Researcher jailed over faked child safety tests for lighters
You might think that “childproof” means just that; unfortunately, in the case of cigarette lighters, it may not mean much at all. A Florida researcher who conducted child safety tests on thousands of brands of cigarette lighters has been sentenced to eight months in prison plus eight months of home detention after admitting that she falsified test data and results for more than 11 years.
Karen Forcade, president of Youth Research Inc. (now-defunct), altered birth dates, sex and schools of study participants between March 1994 and August 2005 to meet Consumer Product Safety Commission (CPSC) guidelines.
She made these changes to her own data and to information collected by other companies she had hired to perform the tests. In one 1998 test she falsified data for 96 of 100 children tested. In another, she took the data for children who tested one set of lighters, changed their birthdates by as much as 5 years, and submitted the same data for a test of a different lighter.
Forcade’s long-running scheme began to unravel after CPSC scientist spotted anomalies in test results, including similar handwriting on all parents’ consent form signatures, misspellings of testers’ names, and similar handwriting from purportedly different testers on data collection forms.
Forcade pleaded guilty to one count of conspiracy to commit fraud in January. In addition to the jail time and home detention, her sentence includes a $10,000 fine and three years of supervised release.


_EXERCISE INSTRUCTIONS_
Search the entries for the word "understand" and pull out each line that has it.

[Items from a data source]
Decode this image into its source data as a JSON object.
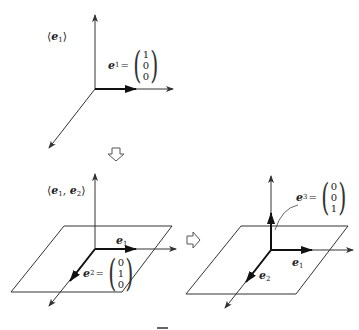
{
  "diagrams": [
    {
      "id": "span-e1",
      "span_label": "⟨e1⟩",
      "span_open": "⟨",
      "span_close": "⟩",
      "vectors": [
        {
          "name": "e",
          "sub": "1",
          "components": [
            "1",
            "0",
            "0"
          ]
        }
      ]
    },
    {
      "id": "span-e1-e2",
      "span_label": "⟨e1, e2⟩",
      "span_open": "⟨",
      "span_sep": ",",
      "span_close": "⟩",
      "vectors": [
        {
          "name": "e",
          "sub": "1",
          "components": []
        },
        {
          "name": "e",
          "sub": "2",
          "components": [
            "0",
            "1",
            "0"
          ]
        }
      ]
    },
    {
      "id": "span-e1-e2-e3",
      "vectors": [
        {
          "name": "e",
          "sub": "1",
          "components": []
        },
        {
          "name": "e",
          "sub": "2",
          "components": []
        },
        {
          "name": "e",
          "sub": "3",
          "components": [
            "0",
            "0",
            "1"
          ]
        }
      ]
    }
  ],
  "equals": "=",
  "arrows": {
    "down": "hollow-down-arrow",
    "right": "hollow-right-arrow"
  },
  "caption": "図"
}
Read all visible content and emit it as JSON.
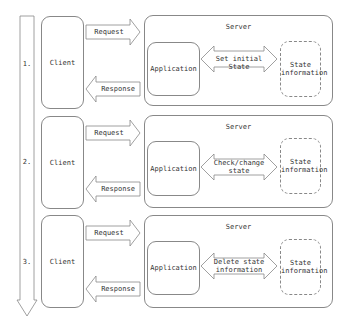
{
  "diagram": {
    "steps": [
      {
        "number": "1.",
        "client_label": "Client",
        "request_label": "Request",
        "response_label": "Response",
        "server_label": "Server",
        "application_label": "Application",
        "action_label": "Set initial State",
        "state_label": "State\ninformation"
      },
      {
        "number": "2.",
        "client_label": "Client",
        "request_label": "Request",
        "response_label": "Response",
        "server_label": "Server",
        "application_label": "Application",
        "action_label": "Check/change\nstate",
        "state_label": "State\ninformation"
      },
      {
        "number": "3.",
        "client_label": "Client",
        "request_label": "Request",
        "response_label": "Response",
        "server_label": "Server",
        "application_label": "Application",
        "action_label": "Delete state\ninformation",
        "state_label": "State\ninformation"
      }
    ],
    "colors": {
      "stroke": "#888888",
      "text": "#333333",
      "background": "#ffffff"
    }
  }
}
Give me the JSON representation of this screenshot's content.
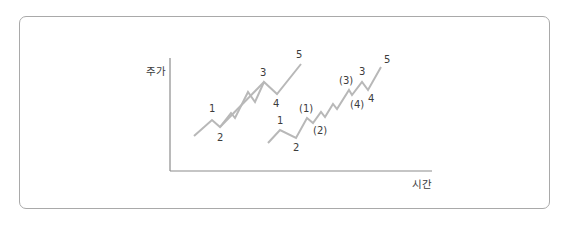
{
  "diagram": {
    "title": "",
    "y_axis_label": "주가",
    "x_axis_label": "시간",
    "colors": {
      "line": "#b8b8b8",
      "axis": "#8c8c8c",
      "text": "#3c3c3c",
      "border": "#a9a9a9"
    },
    "wave_left": {
      "labels": [
        "1",
        "2",
        "3",
        "4",
        "5"
      ]
    },
    "wave_right": {
      "labels": [
        "1",
        "2",
        "(1)",
        "(2)",
        "(3)",
        "3",
        "(4)",
        "4",
        "5"
      ]
    }
  }
}
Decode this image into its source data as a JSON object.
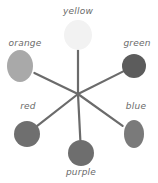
{
  "diagram": {
    "type": "color-wheel",
    "center": [
      78,
      94
    ],
    "colors": [
      {
        "name": "yellow",
        "label": "yellow",
        "tone": "#f2f2f2",
        "blob": [
          78,
          35,
          14,
          15
        ],
        "label_pos": [
          78,
          15
        ]
      },
      {
        "name": "green",
        "label": "green",
        "tone": "#5c5c5c",
        "blob": [
          134,
          66,
          12,
          12
        ],
        "label_pos": [
          137,
          47
        ]
      },
      {
        "name": "blue",
        "label": "blue",
        "tone": "#7a7a7a",
        "blob": [
          134,
          134,
          10,
          14
        ],
        "label_pos": [
          136,
          110
        ]
      },
      {
        "name": "purple",
        "label": "purple",
        "tone": "#6e6e6e",
        "blob": [
          81,
          153,
          13,
          13
        ],
        "label_pos": [
          81,
          176
        ]
      },
      {
        "name": "red",
        "label": "red",
        "tone": "#6f6f6f",
        "blob": [
          27,
          134,
          13,
          13
        ],
        "label_pos": [
          28,
          110
        ]
      },
      {
        "name": "orange",
        "label": "orange",
        "tone": "#a9a9a9",
        "blob": [
          20,
          66,
          13,
          16
        ],
        "label_pos": [
          25,
          47
        ]
      }
    ],
    "spoke_color": "#6b6b6b"
  }
}
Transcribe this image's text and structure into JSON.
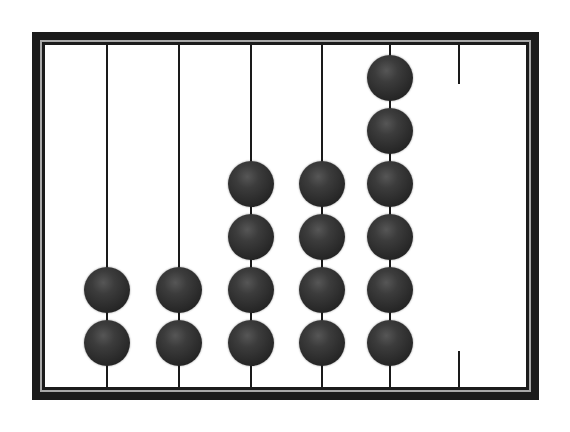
{
  "figure": {
    "type": "abacus",
    "canvas": {
      "width": 570,
      "height": 432,
      "background": "#ffffff"
    },
    "frame": {
      "left": 32,
      "top": 32,
      "width": 507,
      "height": 368,
      "color": "#1b1b1b",
      "groove_color": "#a8a8a8",
      "inner_top": 45,
      "inner_bottom": 387
    },
    "rod": {
      "width": 2,
      "color": "#1a1a1a"
    },
    "bead": {
      "diameter": 46,
      "color": "#2d2d2d"
    },
    "bead_rows_y": [
      78,
      131,
      184,
      237,
      290,
      343
    ],
    "rods": [
      {
        "x": 107,
        "beads": 2
      },
      {
        "x": 179,
        "beads": 2
      },
      {
        "x": 251,
        "beads": 4
      },
      {
        "x": 322,
        "beads": 4
      },
      {
        "x": 390,
        "beads": 6
      }
    ],
    "partial_rod": {
      "x": 459,
      "stubs": [
        {
          "top": 45,
          "height": 39
        },
        {
          "top": 351,
          "height": 36
        }
      ]
    },
    "bead_counts_left_to_right": [
      2,
      2,
      4,
      4,
      6
    ]
  }
}
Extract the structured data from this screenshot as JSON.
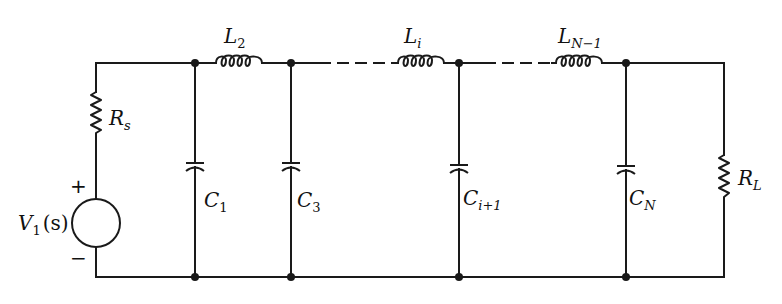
{
  "diagram": {
    "type": "ladder-network-circuit",
    "colors": {
      "ink": "#1a1a1a",
      "background": "#ffffff"
    },
    "source": {
      "label_main": "V",
      "label_sub": "1",
      "label_arg": "(s)",
      "plus": "+",
      "minus": "−"
    },
    "source_resistor": {
      "label_main": "R",
      "label_sub": "s"
    },
    "load_resistor": {
      "label_main": "R",
      "label_sub": "L"
    },
    "inductors": [
      {
        "label_main": "L",
        "label_sub": "2"
      },
      {
        "label_main": "L",
        "label_sub": "i"
      },
      {
        "label_main": "L",
        "label_sub": "N−1"
      }
    ],
    "capacitors": [
      {
        "label_main": "C",
        "label_sub": "1"
      },
      {
        "label_main": "C",
        "label_sub": "3"
      },
      {
        "label_main": "C",
        "label_sub": "i+1"
      },
      {
        "label_main": "C",
        "label_sub": "N"
      }
    ]
  }
}
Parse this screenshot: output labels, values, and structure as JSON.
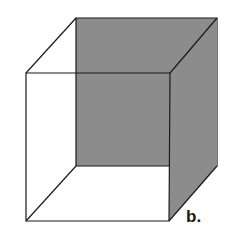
{
  "figure": {
    "label": "b.",
    "shaded_face": "back",
    "colors": {
      "shade": "#8c8c8c",
      "line": "#1a1a1a",
      "background": "#ffffff"
    }
  }
}
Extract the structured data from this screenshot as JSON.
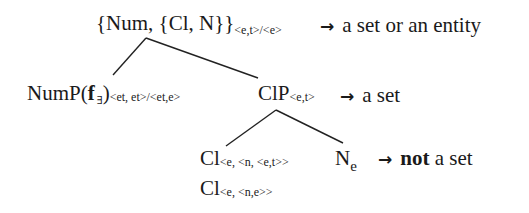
{
  "diagram": {
    "type": "syntax-tree",
    "root": {
      "label": "{Num, {Cl, N}}",
      "type_subscript": "<e,t>/<e>",
      "arrow": "→",
      "gloss": "a set or an entity"
    },
    "numP": {
      "label_prefix": "NumP(",
      "f": "f",
      "f_subscript": "∃",
      "label_suffix": ")",
      "type_subscript": "<et, et>/<et,e>"
    },
    "clP": {
      "label": "ClP",
      "type_subscript": "<e,t>",
      "arrow": "→",
      "gloss": "a set"
    },
    "cl1": {
      "label": "Cl",
      "type_subscript": "<e, <n, <e,t>>"
    },
    "cl2": {
      "label": "Cl",
      "type_subscript": "<e, <n,e>>"
    },
    "n": {
      "label": "N",
      "type_subscript": "e",
      "arrow": "→",
      "gloss_bold": "not",
      "gloss_rest": " a set"
    },
    "edges": [
      {
        "from": "root",
        "to": "numP",
        "x1": 146,
        "y1": 38,
        "x2": 113,
        "y2": 75
      },
      {
        "from": "root",
        "to": "clP",
        "x1": 146,
        "y1": 38,
        "x2": 258,
        "y2": 78
      },
      {
        "from": "clP",
        "to": "cl",
        "x1": 276,
        "y1": 110,
        "x2": 226,
        "y2": 146
      },
      {
        "from": "clP",
        "to": "n",
        "x1": 276,
        "y1": 110,
        "x2": 343,
        "y2": 143
      }
    ]
  }
}
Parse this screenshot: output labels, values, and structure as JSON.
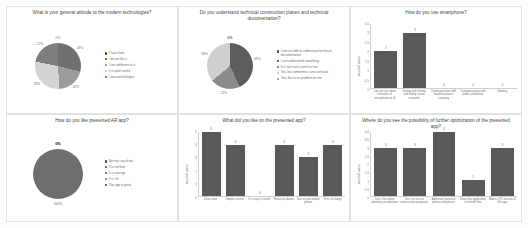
{
  "page": {
    "background": "#fdfdfd",
    "panel_border": "#e2e2e2"
  },
  "palette": {
    "slice1": "#595959",
    "slice2": "#9c9c9c",
    "slice3": "#7b7b7b",
    "slice4": "#d4d4d4",
    "slice5": "#8f8f8f",
    "bar": "#595959",
    "text": "#6d6d6d"
  },
  "charts": [
    {
      "id": "attitude-pie",
      "chart_data": {
        "type": "pie",
        "title": "What is your general  attitude to the modern technologies?",
        "labels": [
          "I hate them",
          "I do not like it",
          "I am indifferent to it",
          "It is quiet useful",
          "I love technologies"
        ],
        "values": [
          0,
          29,
          20,
          29,
          22
        ],
        "data_labels": [
          "0%",
          "29%",
          "20%",
          "29%",
          "22%"
        ],
        "colors": [
          "#595959",
          "#6f6f6f",
          "#9c9c9c",
          "#d4d4d4",
          "#7d7d7d"
        ],
        "legend_position": "right",
        "grid": false
      }
    },
    {
      "id": "technical-docs-pie",
      "chart_data": {
        "type": "pie",
        "title": "Do you understand technical construction planes and technical documentation?",
        "labels": [
          "I am not able to understand technical documentation",
          "I can understand something",
          "It is not much useful for me",
          "Yes, but sometimes I am confused",
          "Yes, that is no problem for me"
        ],
        "values": [
          0,
          43,
          21,
          36,
          0
        ],
        "data_labels": [
          "0%",
          "43%",
          "21%",
          "36%",
          "0%"
        ],
        "colors": [
          "#595959",
          "#5e5e5e",
          "#8c8c8c",
          "#cfcfcf",
          "#9c9c9c"
        ],
        "legend_position": "right",
        "grid": false
      }
    },
    {
      "id": "smartphone-bar",
      "chart_data": {
        "type": "bar",
        "title": "How do you use smartphone?",
        "categories": [
          "I do not use smart functions of smartphone at all",
          "Texting with friends and family, social networks",
          "Communication with bank/insurance company",
          "Communication with public authorities",
          "Gaming"
        ],
        "values": [
          2,
          3,
          0,
          0,
          0
        ],
        "ylabel": "count of users",
        "xlabel": "",
        "ylim": [
          0,
          3.5
        ],
        "yticks": [
          "0",
          "0,5",
          "1",
          "1,5",
          "2",
          "2,5",
          "3",
          "3,5"
        ],
        "grid": false,
        "bar_color": "#595959"
      }
    },
    {
      "id": "ar-app-pie",
      "chart_data": {
        "type": "pie",
        "title": "How do you like presented AR app?",
        "labels": [
          "Not my cup of tea",
          "It is not bad",
          "It is average",
          "It is OK",
          "The app is great"
        ],
        "values": [
          0,
          0,
          0,
          0,
          100
        ],
        "data_labels": [
          "0%",
          "0%",
          "0%",
          "0%",
          "100%"
        ],
        "colors": [
          "#595959",
          "#6b6b6b",
          "#7f7f7f",
          "#9a9a9a",
          "#6e6e6e"
        ],
        "legend_position": "right",
        "grid": false
      }
    },
    {
      "id": "liked-bar",
      "chart_data": {
        "type": "bar",
        "title": "What did you like on the presented app?",
        "categories": [
          "Clear view",
          "Simple control",
          "It is easy to install",
          "Historical photos",
          "Use at own mobile phone",
          "Free of charge"
        ],
        "values": [
          5,
          4,
          0,
          4,
          3,
          4
        ],
        "ylabel": "count of users",
        "xlabel": "",
        "ylim": [
          0,
          5
        ],
        "yticks": [
          "0",
          "1",
          "2",
          "3",
          "4",
          "5"
        ],
        "grid": false,
        "bar_color": "#595959"
      }
    },
    {
      "id": "optimization-bar",
      "chart_data": {
        "type": "bar",
        "title": "Where do you see the possibility of further optimization of the presented app?",
        "categories": [
          "Use it for urban planning visualization",
          "Use it to use on construction proposals",
          "Add more historical photos and places",
          "Share the application to friends free",
          "Make a PC version of the app"
        ],
        "values": [
          3,
          3,
          4,
          1,
          3
        ],
        "ylabel": "count of users",
        "xlabel": "",
        "ylim": [
          0,
          4
        ],
        "yticks": [
          "0",
          "0,5",
          "1",
          "1,5",
          "2",
          "2,5",
          "3",
          "3,5",
          "4,0"
        ],
        "grid": false,
        "bar_color": "#595959"
      }
    }
  ]
}
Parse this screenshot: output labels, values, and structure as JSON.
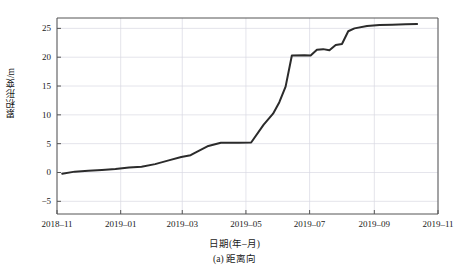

_RESPONSE_
        "title": "Do you understand technical construction planes and technical documentation?",
          "I am not able to understand technical documentation",
          "I can understand something",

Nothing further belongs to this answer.